Short answer: Polymarket consistently prices Texas seceding from the United States at roughly 2%. Real money treats TEXIT as a near-impossibility on any fixed-year deadline, even when secession rhetoric spikes in the news cycle.
Every year or two, Polymarket lists a new version of "Will Texas secede from the United States?" The market never resolves YES. It never gets close. And yet it keeps trading — because the question is the most recognizable in American politics, and the price tells you something real: traders, with their own money on the line, think the answer is no by about 98 to 2.
What the market is actually pricing
Polymarket's Texas secession contracts resolve based on whether Texas formally leaves the United States by a specified date — typically end-of-year 2026 or 2028. "Formally leaves" means a binding act of secession recognized either by the federal government or by international recognition. A symbolic legislative resolution doesn't resolve YES.
The result: even during peak TEXIT news cycles, YES shares rarely break 3¢. Texit odds aren't pricing whether Texans want to secede (polling has shown 20–30% express some support). They're pricing whether secession will actually happen on a fixed deadline — and the legal, military, and economic answer is overwhelmingly no.
The legal reality
The Supreme Court answered this in Texas v. White (1869): "the union between Texas and the other States was as complete, as perpetual, and as indissoluble as the union between the original States." A state cannot unilaterally leave the Union. Secession would require either (a) consent of the other states — politically impossible — or (b) revolution.
The popular myth that Texas reserved the right to secede when it joined in 1845 is false. The 1845 joint resolution annexing Texas allowed it to be divided into up to five states — not to leave. That's still in the resolution today, which is why "split Texas into five" markets occasionally appear on Polymarket too.
Why the market keeps relisting
- It's a meme market that pays. NO shares trade at 97–99¢. If you're confident Texas isn't seceding by the deadline, you lock in a 1–3% return over the contract period.
- It's a lottery ticket for YES. YES costs 2¢ and pays $1. If something genuinely wild happens, you make 50x.
- Texas politics drives news cycles. Every time a Texas politician mentions secession, Polymarket gets a volume spike — even though the resolution doesn't actually move.
How to trade it
Polymarket is the only major venue listing Texas secession contracts. Kalshi has not listed one as of 2026 — the contract would need CFTC approval and the political nature makes it a longer process. For broader Texas politics, see our 2026 Senate odds tracker and Governor 2026 odds.
The deepest market on this question, by an order of magnitude. Polymarket lists it; Kalshi doesn't.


◆ Exercise aim ◆
Restate the records that follow word for word. Omit the images.
*** Opening Supplied data ***
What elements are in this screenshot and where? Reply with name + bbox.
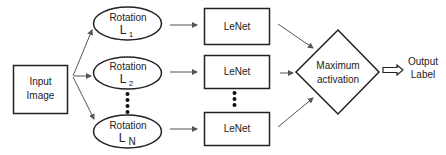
arrow-lenet-n-to-max (278, 98, 313, 127)
rotation-n-letter: L (119, 131, 126, 145)
output-label-node: Output Label (408, 56, 438, 80)
input-label-line1: Input (29, 76, 51, 87)
rotation-to-lenet-arrows (170, 25, 197, 129)
lenet-2-label: LeNet (224, 66, 251, 77)
input-fanout-arrows (73, 30, 94, 119)
lenet-node-2: LeNet (205, 56, 270, 89)
rotation-node-n: Rotation L N (94, 115, 162, 148)
rotation-lenet-diagram: Input Image Rotation L 1 Rotation L 2 Ro… (0, 0, 446, 155)
rotation-n-label: Rotation (109, 120, 146, 131)
output-label-line2: Label (411, 69, 435, 80)
rotation-2-letter: L (120, 72, 127, 86)
rotation-node-1: Rotation L 1 (94, 7, 162, 40)
rotation-ellipsis-dots (126, 92, 130, 114)
lenet-n-label: LeNet (224, 123, 251, 134)
rotation-2-label: Rotation (109, 61, 146, 72)
rotation-1-letter: L (120, 23, 127, 37)
input-label-line2: Image (27, 90, 55, 101)
rotation-2-subscript: 2 (129, 79, 134, 88)
aggregator-label-line2: activation (317, 74, 359, 85)
aggregator-label-line1: Maximum (316, 60, 359, 71)
output-label-line1: Output (408, 56, 438, 67)
arrow-input-to-rotation-n (73, 77, 94, 119)
lenet-node-n: LeNet (205, 113, 270, 146)
rotation-1-label: Rotation (109, 12, 146, 23)
lenet-node-1: LeNet (205, 9, 270, 45)
rotation-1-subscript: 1 (129, 30, 134, 39)
arrow-input-to-rotation-1 (73, 30, 92, 76)
rotation-node-2: Rotation L 2 (94, 57, 162, 89)
rotation-n-subscript: N (128, 136, 135, 147)
lenet-1-label: LeNet (224, 21, 251, 32)
double-arrow-to-output (383, 65, 403, 75)
arrow-lenet-1-to-max (278, 24, 313, 48)
input-image-node: Input Image (14, 66, 68, 114)
lenet-ellipsis-dots (233, 91, 237, 107)
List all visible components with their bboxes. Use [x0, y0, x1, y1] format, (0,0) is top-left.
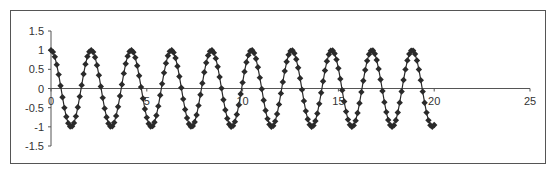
diamond-marker: [243, 59, 249, 65]
diamond-marker: [282, 68, 288, 74]
diamond-marker: [174, 63, 180, 69]
diamond-marker: [94, 62, 100, 68]
diamond-marker: [213, 55, 219, 61]
diamond-marker: [398, 88, 404, 94]
diamond-marker: [100, 95, 106, 101]
diamond-marker: [159, 81, 165, 87]
diamond-marker: [157, 92, 163, 98]
x-tick-label: 0: [48, 95, 54, 107]
diamond-marker: [222, 107, 228, 113]
diamond-marker: [75, 104, 81, 110]
diamond-marker: [303, 108, 309, 114]
diamond-marker: [119, 81, 125, 87]
diamond-marker: [383, 109, 389, 115]
x-tick-label: 10: [236, 95, 248, 107]
diamond-marker: [92, 54, 98, 60]
diamond-marker: [82, 61, 88, 67]
diamond-marker: [314, 110, 320, 116]
diamond-marker: [197, 91, 203, 97]
diamond-marker: [395, 109, 401, 115]
diamond-marker: [280, 79, 286, 85]
diamond-marker: [199, 80, 205, 86]
y-tick-label: 1: [38, 44, 44, 56]
diamond-marker: [138, 84, 144, 90]
diamond-marker: [253, 56, 259, 62]
diamond-marker: [421, 100, 427, 106]
diamond-marker: [255, 64, 261, 70]
diamond-marker: [113, 113, 119, 119]
diamond-marker: [305, 116, 311, 122]
diamond-marker: [324, 58, 330, 64]
diamond-marker: [193, 112, 199, 118]
diamond-marker: [61, 105, 67, 111]
x-tick-label: 20: [428, 95, 440, 107]
diamond-marker: [80, 71, 86, 77]
diamond-marker: [184, 115, 190, 121]
diamond-marker: [155, 103, 161, 109]
diamond-marker: [404, 57, 410, 63]
diamond-marker: [259, 86, 265, 92]
diamond-marker: [278, 90, 284, 96]
diamond-marker: [283, 59, 289, 65]
diamond-marker: [136, 73, 142, 79]
diamond-marker: [182, 106, 188, 112]
diamond-marker: [241, 68, 247, 74]
diamond-marker: [134, 62, 140, 68]
diamond-marker: [123, 60, 129, 66]
diamond-marker: [354, 110, 360, 116]
diamond-marker: [55, 71, 61, 77]
diamond-marker: [101, 105, 107, 111]
x-tick-label: 15: [332, 95, 344, 107]
y-tick-label: -0.5: [25, 102, 44, 114]
diamond-marker: [423, 109, 429, 115]
diamond-marker: [337, 76, 343, 82]
diamond-marker: [224, 115, 230, 121]
diamond-marker: [299, 86, 305, 92]
diamond-marker: [201, 69, 207, 75]
diamond-marker: [375, 66, 381, 72]
diamond-marker: [115, 104, 121, 110]
diamond-marker: [381, 99, 387, 105]
diamond-marker: [73, 113, 79, 119]
diamond-marker: [345, 116, 351, 122]
diamond-marker: [220, 96, 226, 102]
diamond-marker: [316, 101, 322, 107]
y-tick-label: 1.5: [29, 25, 44, 37]
diamond-marker: [153, 112, 159, 118]
chart-axes: [48, 31, 530, 146]
diamond-marker: [295, 65, 301, 71]
diamond-marker: [163, 60, 169, 66]
diamond-marker: [262, 107, 268, 113]
diamond-marker: [343, 108, 349, 114]
diamond-marker: [144, 114, 150, 120]
diamond-marker: [318, 90, 324, 96]
diamond-marker: [420, 88, 426, 94]
y-tick-label: 0: [38, 83, 44, 95]
diamond-marker: [264, 116, 270, 122]
diamond-marker: [360, 77, 366, 83]
diamond-marker: [218, 85, 224, 91]
diamond-marker: [121, 70, 127, 76]
diamond-marker: [364, 58, 370, 64]
diamond-marker: [132, 54, 138, 60]
diamond-marker: [400, 77, 406, 83]
diamond-marker: [374, 57, 380, 63]
diamond-marker: [276, 101, 282, 107]
diamond-marker: [274, 111, 280, 117]
diamond-marker: [418, 77, 424, 83]
diamond-marker: [117, 93, 123, 99]
diamond-marker: [214, 64, 220, 70]
diamond-marker: [178, 85, 184, 91]
diamond-marker: [103, 114, 109, 120]
diamond-marker: [257, 74, 263, 80]
x-tick-label: 25: [524, 95, 536, 107]
diamond-marker: [397, 99, 403, 105]
diamond-marker: [414, 57, 420, 63]
diamond-marker: [216, 74, 222, 80]
diamond-marker: [293, 56, 299, 62]
diamond-marker: [176, 73, 182, 79]
diamond-marker: [358, 89, 364, 95]
diamond-marker: [335, 65, 341, 71]
diamond-marker: [180, 96, 186, 102]
diamond-marker: [96, 72, 102, 78]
*** Closing Supplied data ***
◆ Response ◆
What elements are in this screenshot and where? Reply with name + bbox.
arrow-lenet-n-to-max (278, 98, 313, 127)
rotation-n-letter: L (119, 131, 126, 145)
output-label-node: Output Label (408, 56, 438, 80)
input-label-line1: Input (29, 76, 51, 87)
rotation-to-lenet-arrows (170, 25, 197, 129)
lenet-2-label: LeNet (224, 66, 251, 77)
input-fanout-arrows (73, 30, 94, 119)
lenet-node-2: LeNet (205, 56, 270, 89)
rotation-node-n: Rotation L N (94, 115, 162, 148)
rotation-lenet-diagram: Input Image Rotation L 1 Rotation L 2 Ro… (0, 0, 446, 155)
rotation-n-label: Rotation (109, 120, 146, 131)
output-label-line2: Label (411, 69, 435, 80)
rotation-2-letter: L (120, 72, 127, 86)
rotation-node-1: Rotation L 1 (94, 7, 162, 40)
rotation-ellipsis-dots (126, 92, 130, 114)
lenet-n-label: LeNet (224, 123, 251, 134)
rotation-2-label: Rotation (109, 61, 146, 72)
rotation-1-letter: L (120, 23, 127, 37)
input-label-line2: Image (27, 90, 55, 101)
rotation-2-subscript: 2 (129, 79, 134, 88)
aggregator-label-line2: activation (317, 74, 359, 85)
aggregator-label-line1: Maximum (316, 60, 359, 71)
output-label-line1: Output (408, 56, 438, 67)
arrow-input-to-rotation-n (73, 77, 94, 119)
lenet-node-n: LeNet (205, 113, 270, 146)
rotation-1-label: Rotation (109, 12, 146, 23)
lenet-node-1: LeNet (205, 9, 270, 45)
rotation-1-subscript: 1 (129, 30, 134, 39)
arrow-input-to-rotation-1 (73, 30, 92, 76)
rotation-node-2: Rotation L 2 (94, 57, 162, 89)
rotation-n-subscript: N (128, 136, 135, 147)
lenet-1-label: LeNet (224, 21, 251, 32)
double-arrow-to-output (383, 65, 403, 75)
arrow-lenet-1-to-max (278, 24, 313, 48)
input-image-node: Input Image (14, 66, 68, 114)
lenet-ellipsis-dots (233, 91, 237, 107)
List all visible components with their bboxes. Use [x0, y0, x1, y1] format, (0,0) is top-left.
diamond-marker: [243, 59, 249, 65]
diamond-marker: [282, 68, 288, 74]
diamond-marker: [174, 63, 180, 69]
diamond-marker: [94, 62, 100, 68]
diamond-marker: [213, 55, 219, 61]
diamond-marker: [398, 88, 404, 94]
diamond-marker: [100, 95, 106, 101]
diamond-marker: [159, 81, 165, 87]
diamond-marker: [157, 92, 163, 98]
x-tick-label: 0: [48, 95, 54, 107]
diamond-marker: [222, 107, 228, 113]
diamond-marker: [75, 104, 81, 110]
diamond-marker: [303, 108, 309, 114]
diamond-marker: [119, 81, 125, 87]
diamond-marker: [383, 109, 389, 115]
x-tick-label: 10: [236, 95, 248, 107]
diamond-marker: [92, 54, 98, 60]
diamond-marker: [82, 61, 88, 67]
diamond-marker: [314, 110, 320, 116]
diamond-marker: [197, 91, 203, 97]
diamond-marker: [395, 109, 401, 115]
diamond-marker: [280, 79, 286, 85]
diamond-marker: [199, 80, 205, 86]
y-tick-label: 1: [38, 44, 44, 56]
diamond-marker: [138, 84, 144, 90]
diamond-marker: [253, 56, 259, 62]
diamond-marker: [421, 100, 427, 106]
diamond-marker: [255, 64, 261, 70]
diamond-marker: [113, 113, 119, 119]
diamond-marker: [305, 116, 311, 122]
diamond-marker: [324, 58, 330, 64]
diamond-marker: [193, 112, 199, 118]
diamond-marker: [61, 105, 67, 111]
x-tick-label: 20: [428, 95, 440, 107]
diamond-marker: [80, 71, 86, 77]
diamond-marker: [184, 115, 190, 121]
diamond-marker: [155, 103, 161, 109]
diamond-marker: [404, 57, 410, 63]
diamond-marker: [259, 86, 265, 92]
diamond-marker: [278, 90, 284, 96]
diamond-marker: [283, 59, 289, 65]
diamond-marker: [136, 73, 142, 79]
diamond-marker: [182, 106, 188, 112]
diamond-marker: [241, 68, 247, 74]
diamond-marker: [134, 62, 140, 68]
diamond-marker: [123, 60, 129, 66]
diamond-marker: [354, 110, 360, 116]
diamond-marker: [55, 71, 61, 77]
diamond-marker: [101, 105, 107, 111]
x-tick-label: 15: [332, 95, 344, 107]
y-tick-label: -0.5: [25, 102, 44, 114]
diamond-marker: [423, 109, 429, 115]
diamond-marker: [337, 76, 343, 82]
diamond-marker: [224, 115, 230, 121]
diamond-marker: [299, 86, 305, 92]
diamond-marker: [201, 69, 207, 75]
diamond-marker: [375, 66, 381, 72]
diamond-marker: [115, 104, 121, 110]
diamond-marker: [381, 99, 387, 105]
diamond-marker: [73, 113, 79, 119]
diamond-marker: [345, 116, 351, 122]
diamond-marker: [220, 96, 226, 102]
diamond-marker: [316, 101, 322, 107]
y-tick-label: 1.5: [29, 25, 44, 37]
diamond-marker: [153, 112, 159, 118]
chart-axes: [48, 31, 530, 146]
diamond-marker: [295, 65, 301, 71]
diamond-marker: [163, 60, 169, 66]
diamond-marker: [262, 107, 268, 113]
diamond-marker: [343, 108, 349, 114]
diamond-marker: [144, 114, 150, 120]
diamond-marker: [318, 90, 324, 96]
diamond-marker: [420, 88, 426, 94]
y-tick-label: 0: [38, 83, 44, 95]
diamond-marker: [264, 116, 270, 122]
diamond-marker: [360, 77, 366, 83]
diamond-marker: [218, 85, 224, 91]
diamond-marker: [121, 70, 127, 76]
diamond-marker: [364, 58, 370, 64]
diamond-marker: [132, 54, 138, 60]
diamond-marker: [400, 77, 406, 83]
diamond-marker: [374, 57, 380, 63]
diamond-marker: [276, 101, 282, 107]
diamond-marker: [274, 111, 280, 117]
diamond-marker: [418, 77, 424, 83]
diamond-marker: [117, 93, 123, 99]
diamond-marker: [214, 64, 220, 70]
diamond-marker: [178, 85, 184, 91]
diamond-marker: [103, 114, 109, 120]
diamond-marker: [257, 74, 263, 80]
x-tick-label: 25: [524, 95, 536, 107]
diamond-marker: [397, 99, 403, 105]
diamond-marker: [414, 57, 420, 63]
diamond-marker: [216, 74, 222, 80]
diamond-marker: [293, 56, 299, 62]
diamond-marker: [176, 73, 182, 79]
diamond-marker: [358, 89, 364, 95]
diamond-marker: [335, 65, 341, 71]
diamond-marker: [180, 96, 186, 102]
diamond-marker: [96, 72, 102, 78]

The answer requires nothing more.